Using Redis as a secondary index

We recently set out to build a bus booking website for one of our clients. We decided to use PHP 7 (Laravel), PostgreSQL 9.6, Redis 3.0, Beanstalkd as the primary architectural components. While we used PostgreSQL to store relational data such as Bus trips, User information, Booking details, Transactional info (from the payment gateway), we decided to utilize Redis as a secondary index to improve the overall performance and the results were impressive. We’ve always been a fan of open source projects like Redis, but the real-life performance improvement made us love Redis even more. This blog post explains the performance issues that we were facing and how we improved them.

Performance Matters

No matter how big or small your software product is, performance has now become crucial part of the overall architecture. Given the competition, most software products become irrelevant quickly because they’re either slow or unresponsive. Most users want instant-gratification and hence it’s mandatory to make performant software products if you want to stay in the business.

Mass insertion in RDBMS hurts performance

When tested from a user’s perspective, we found that the website was slow when we performed search. The 3rd party API which we integrated sent a huge JSON which would have the all the trips between source and destination and each trip object in the JSON would have complete trip information along with pick-up and dropping points of the trip. The problem was the mass insertion of those pick-up and dropping points in the Database. We decided to investigate further by putting appropriate log statements in the code where we performed mass insertion of these points. To our surprise, the insertion took nearly 20000 ms (~20 seconds) when inserting the records. We even put the whole insertion logic into a transaction and removed indexing from the tables but it barely improve the insertion time.

Redis to the rescue!

We decided to use Redis to store the points data and the performance gains have been huge since. We’re almost down to 1000 ms ( ~1 second) in storing the points data no matter how big the JSON is. The credit goes to PHP 7 as well, because PHP 7 is nearly 100% faster compared to previous versions.

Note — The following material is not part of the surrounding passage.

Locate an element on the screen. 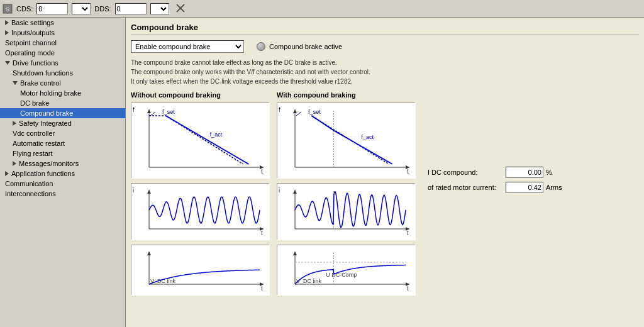 Image resolution: width=644 pixels, height=327 pixels. param-row-2: of rated motor current: Arms is located at coordinates (496, 187).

We also moved our filter logic to Redis by building secondary indexes on the filter terms. For example, we used keys of format: source:destination:date:travel_name and the values of such keys is the trip_id in the database. So whenever a filter is performed on travel_name, we simply build this key, get all the associated trip_ids as values and simply query the database in a WhereIn clause.

Conclusion

At the end of the day, modern web-apps needs to be performant in order to be productive and useful to the end users. Using tools like Redis as secondary indexes is definitely a way to go, in our opinion.